Tuesday, February 3, 2009

Swahili and I.T.

Last term I was fairly busy, getting used to being here, keeping up with people back home, but pretty much with classes. This term I decided that I really should not spend all my time doing that, so I've been trying to spend more time doing other things. I worked in the I.T. office last term as well, but I've been a more consistent about going in to work this term. What I do is very flexible, basically I show up on my own time and do whatever there is to do. It's best when I have projects to work on, like last term I documented the network (as far as I could). This term it looks like I might be helping out with the website, so we've been getting familiar with the software we'll be using. I would love to be proficient enough to design a website, that would be sweet.

I have also started studying Swahili. We started an informal class that meets twice a week for an hour, and I also arranged for 2 hours of tutoring a week (one hour of tutoring costs more than twice as much as the entire month of class). So I have Swahili for an hour a day Monday - Thursday.
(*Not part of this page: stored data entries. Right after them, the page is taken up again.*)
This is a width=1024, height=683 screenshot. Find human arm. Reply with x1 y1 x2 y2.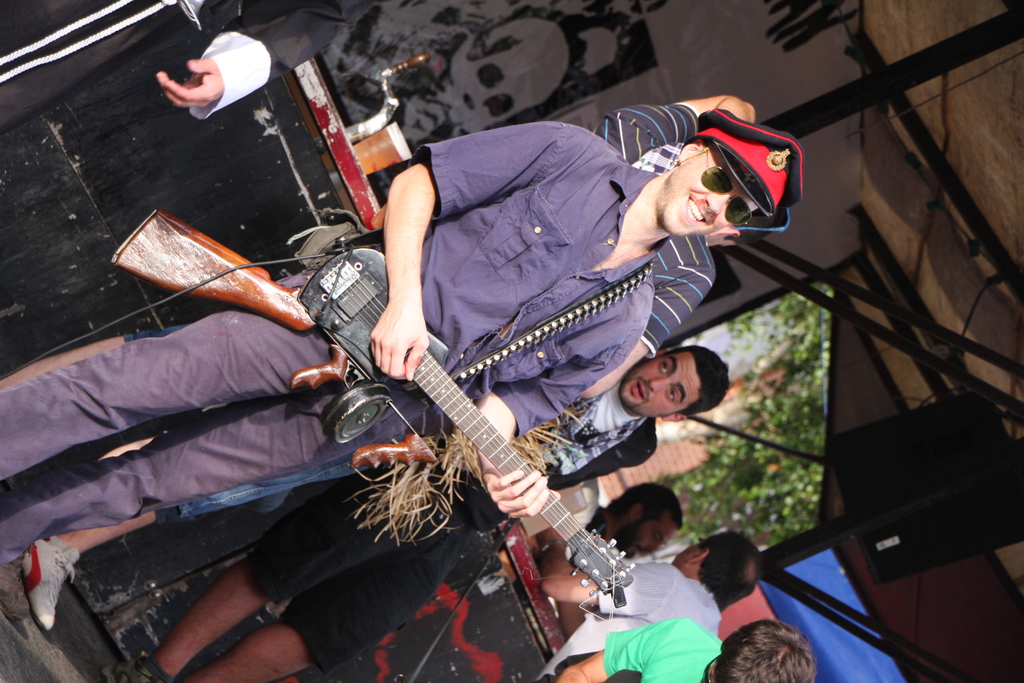
479 293 655 520.
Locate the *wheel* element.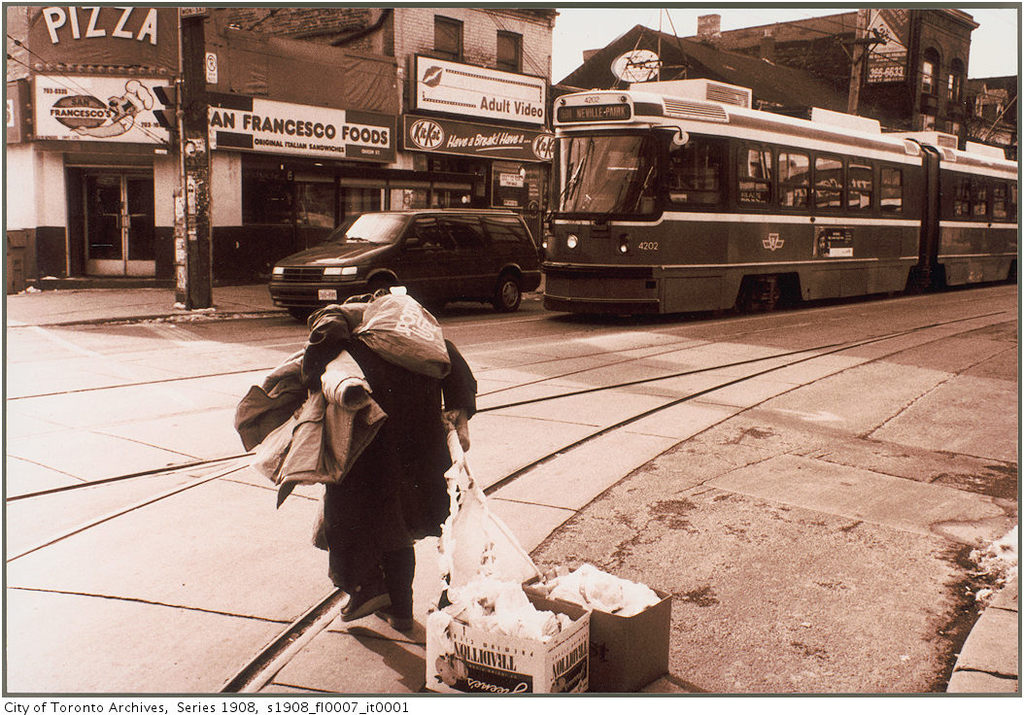
Element bbox: 370/283/397/298.
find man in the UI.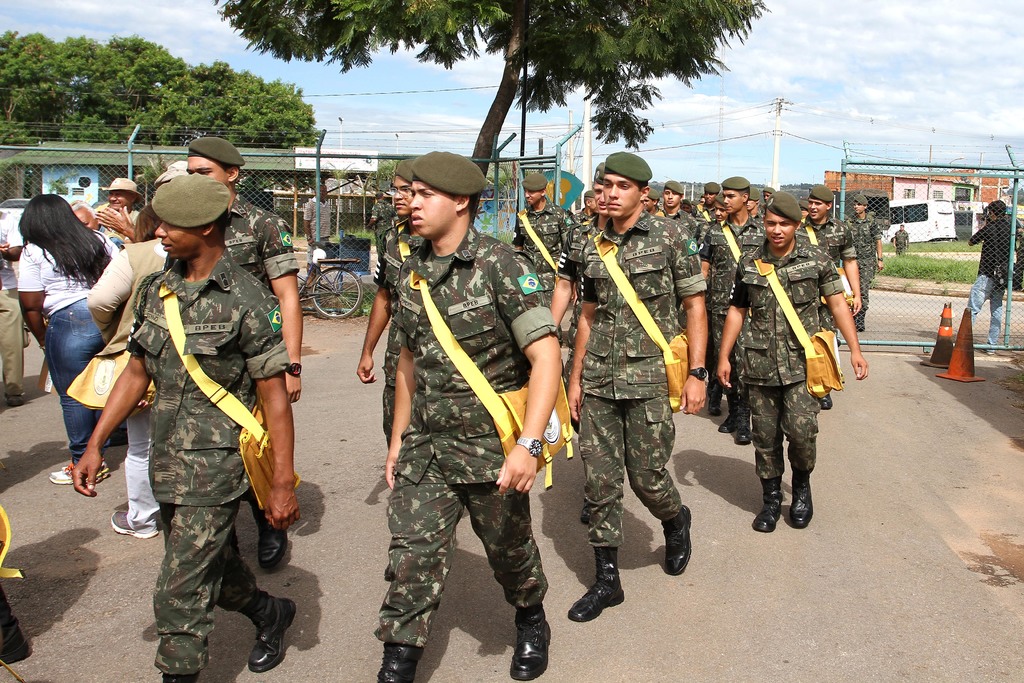
UI element at pyautogui.locateOnScreen(718, 188, 869, 533).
If I'm intentional about using it, I could use it all the time: my hallmates speak Swahili, the guys I eat with speak Swahili, when I buy bread at the Tuck shop on-campus, checking out books from the library, most of my friends in class, at church, maybe half the songs we sing in chapel, when I go shopping outside NEGST, in the matatu, basically all the time. I'm familiar with most greetings now, some basic verb construction, and a little vocabulary. Here's a brief lesson:

Ninasoma Swahili.
I am studying Swahili.

You attach prefixes to the verb to indicate person and tense. Ni means I, na means present tense, soma means study. Nilisoma means I studied. Nitasoma means I will study. Unasoma means you study. Mimi is the first person singular pronoun, so to emphasize that I'm doing it, I could say, "Mimi ninasoma Swahili" (I myself am studying Swahili). Just like Greek, where the verb includes the person but you can also add a pronoun. I would love to actually be conversational in another language. If I work hard, it is definitely possible. Until next time. Kwa heri (good bye)!

1 comment:

Andrew said...

がんばって!hahaha i hope u get good at swahili too, that would be sweet. do most foreigners in kenya bother to learn it or does everyone just speak english only?